RECORDED DATA below:

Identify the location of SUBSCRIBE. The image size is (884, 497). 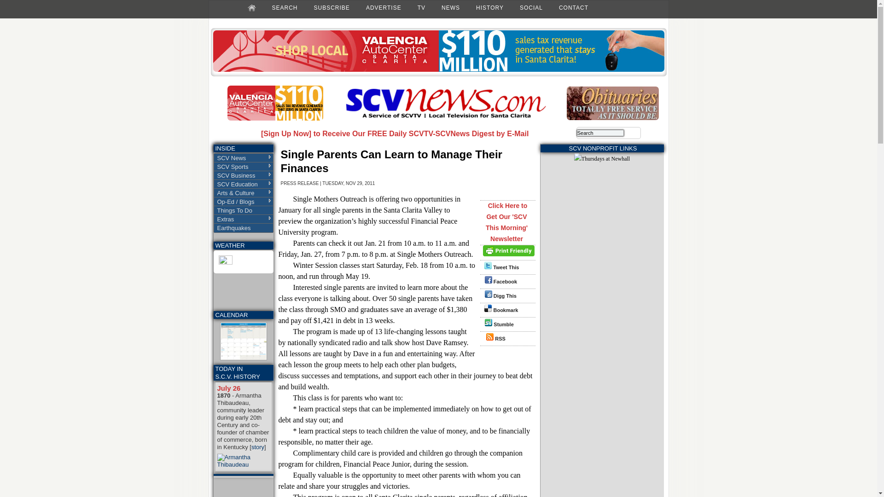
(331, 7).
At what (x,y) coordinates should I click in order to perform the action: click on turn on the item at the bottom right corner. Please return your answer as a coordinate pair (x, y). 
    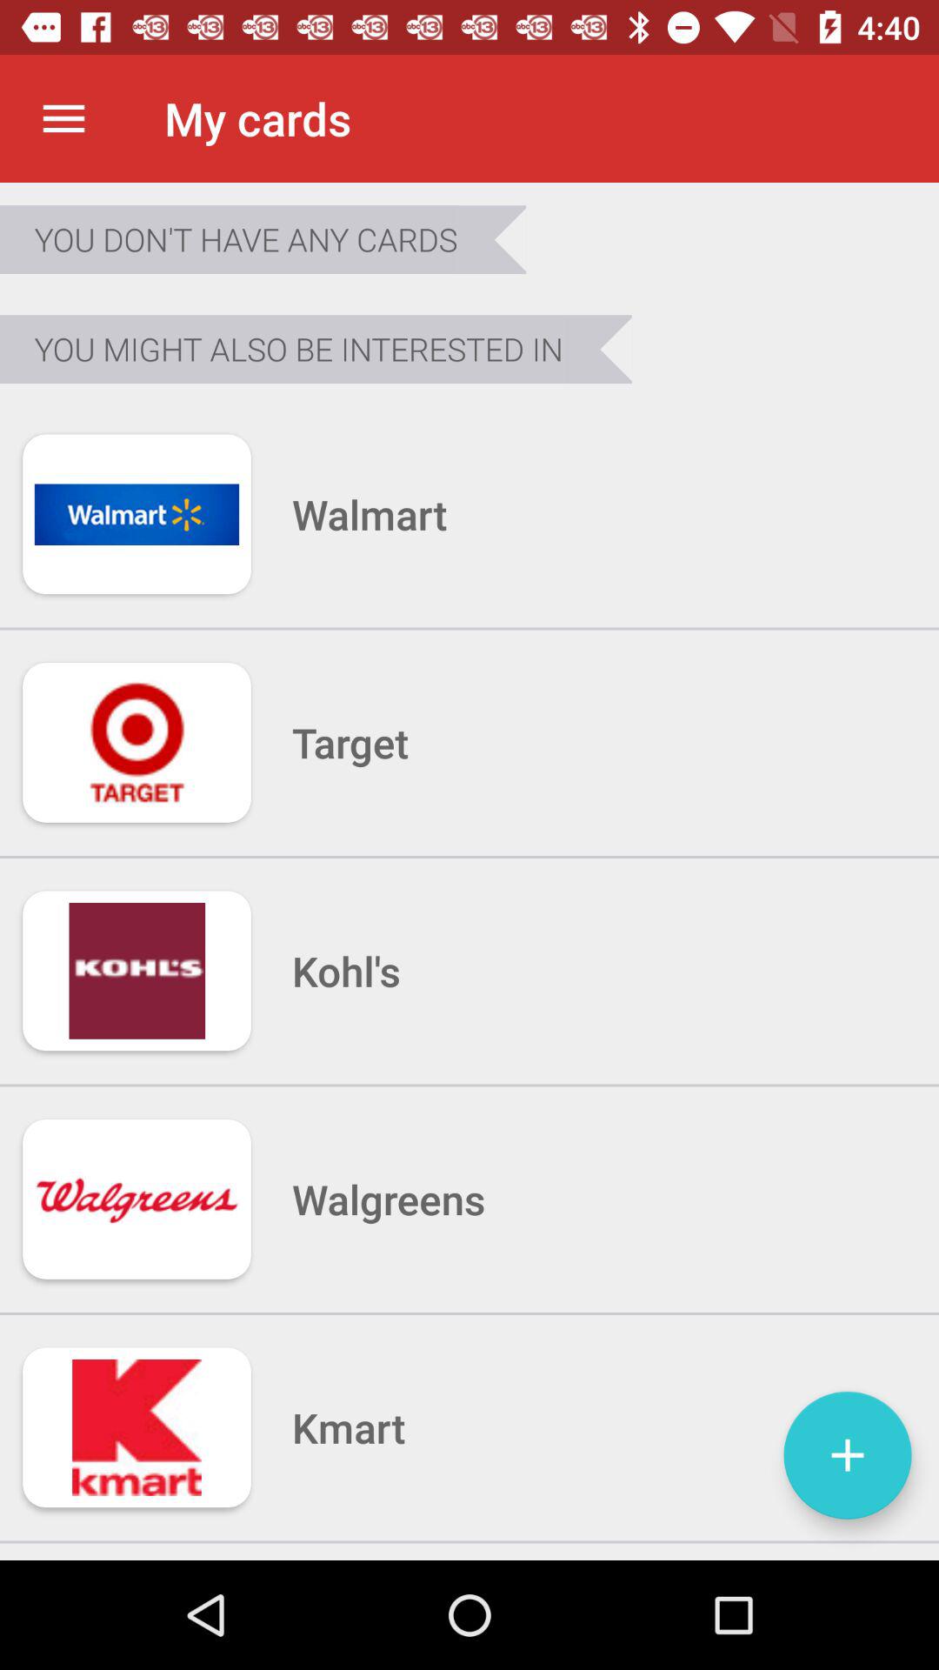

End of RECORDED DATA.
RECORDED DATA below:

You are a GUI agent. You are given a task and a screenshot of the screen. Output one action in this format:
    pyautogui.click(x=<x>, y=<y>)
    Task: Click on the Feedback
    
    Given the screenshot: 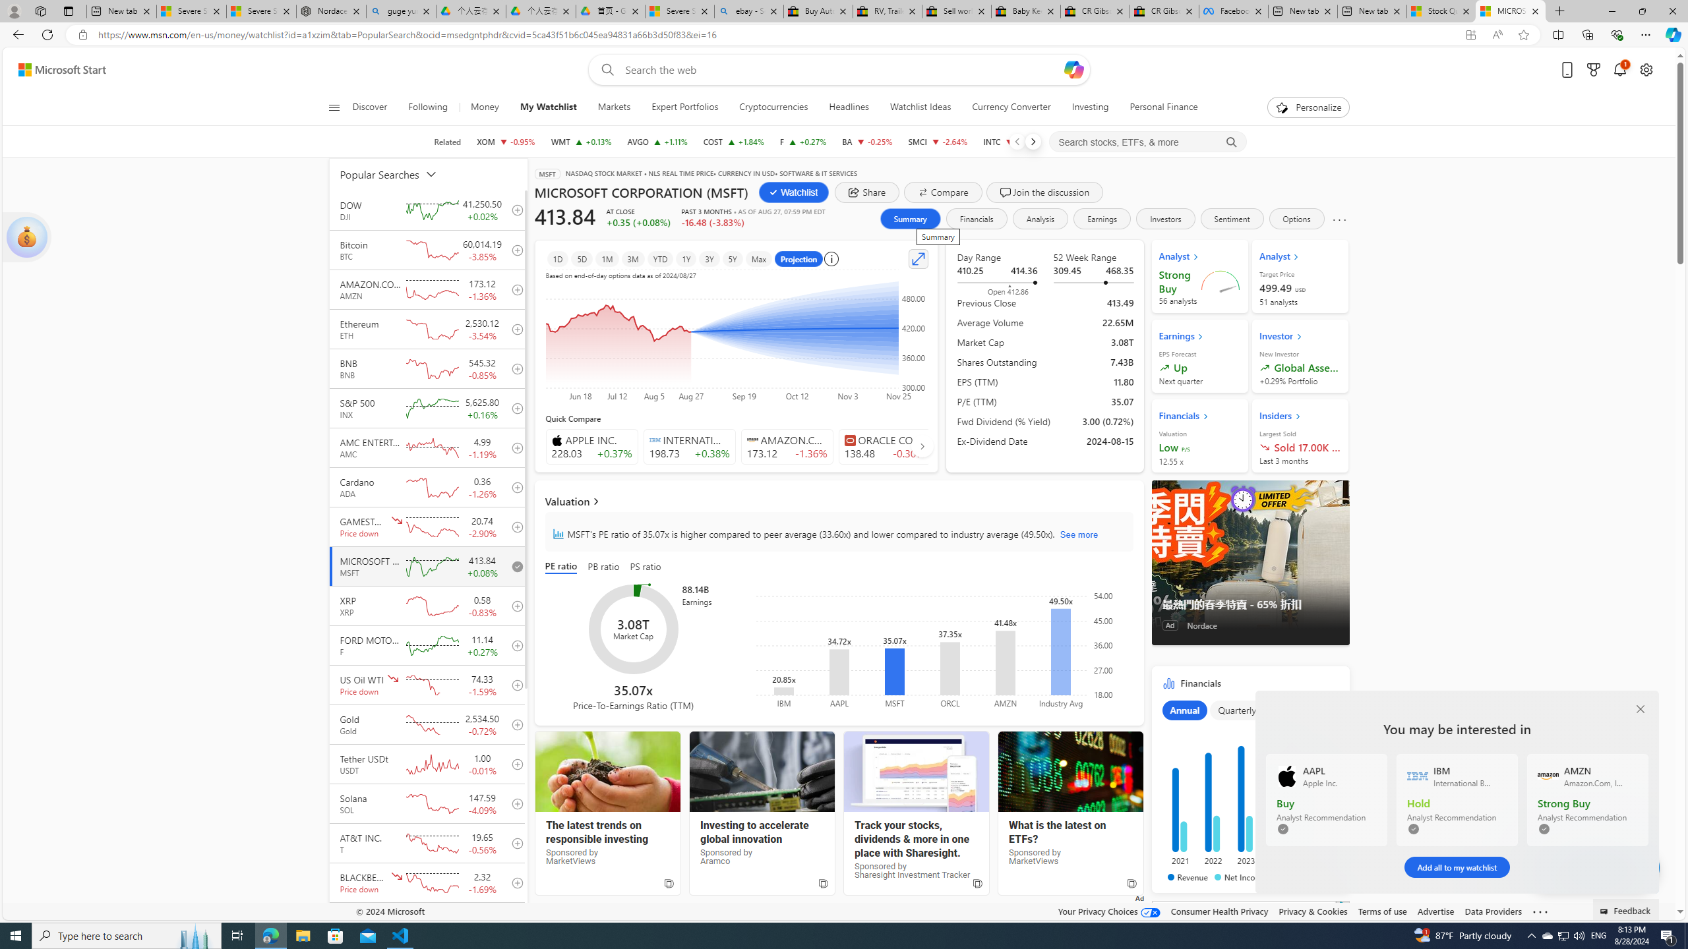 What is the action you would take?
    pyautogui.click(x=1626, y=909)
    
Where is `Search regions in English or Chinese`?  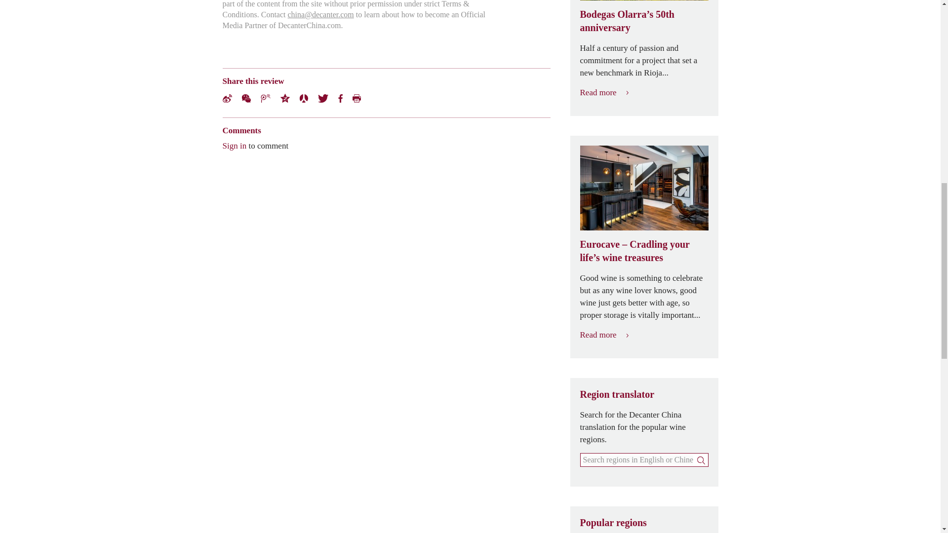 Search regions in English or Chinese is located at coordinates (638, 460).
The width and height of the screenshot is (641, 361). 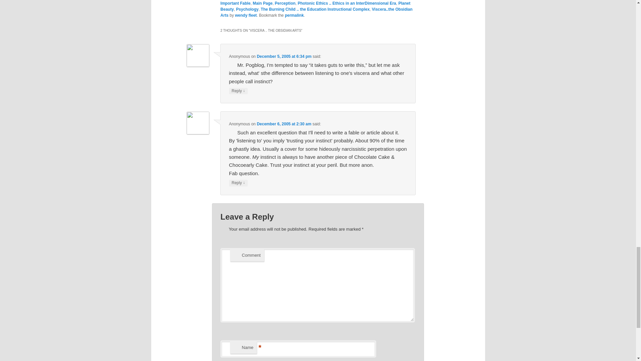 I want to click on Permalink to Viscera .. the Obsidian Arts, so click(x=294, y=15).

End of RECORDED DATA.
RECORDED DATA below:

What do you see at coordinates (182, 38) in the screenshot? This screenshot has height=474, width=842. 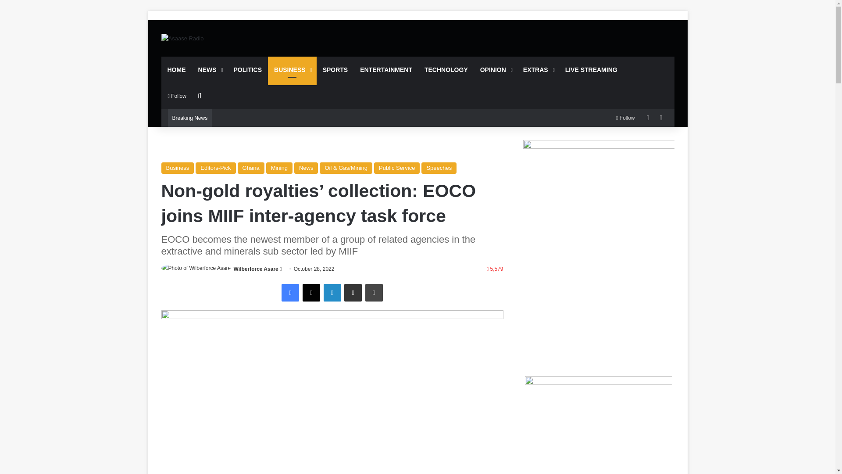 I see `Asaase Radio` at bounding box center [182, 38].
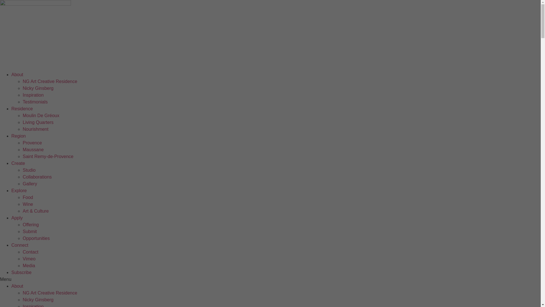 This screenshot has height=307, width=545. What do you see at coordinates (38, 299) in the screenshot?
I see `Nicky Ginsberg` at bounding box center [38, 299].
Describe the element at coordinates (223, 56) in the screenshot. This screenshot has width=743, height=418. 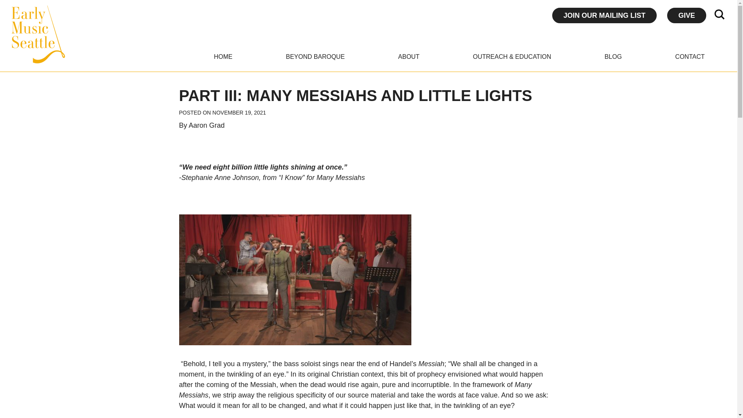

End of RECORDED DATA.

EXERCISE
Set down again, exactly, every line above from the one with "Identify the location" down to the one with "At what (x,y)", both ends included. No pictures, and nothing else.

ANSWER BELOW
Identify the location of SUBSCRIBE. The image size is (884, 497). 
(331, 7).
At what (x,y) coordinates should I click in order to perform the action: click on turn on the item at the bottom right corner. Please return your answer as a coordinate pair (x, y). 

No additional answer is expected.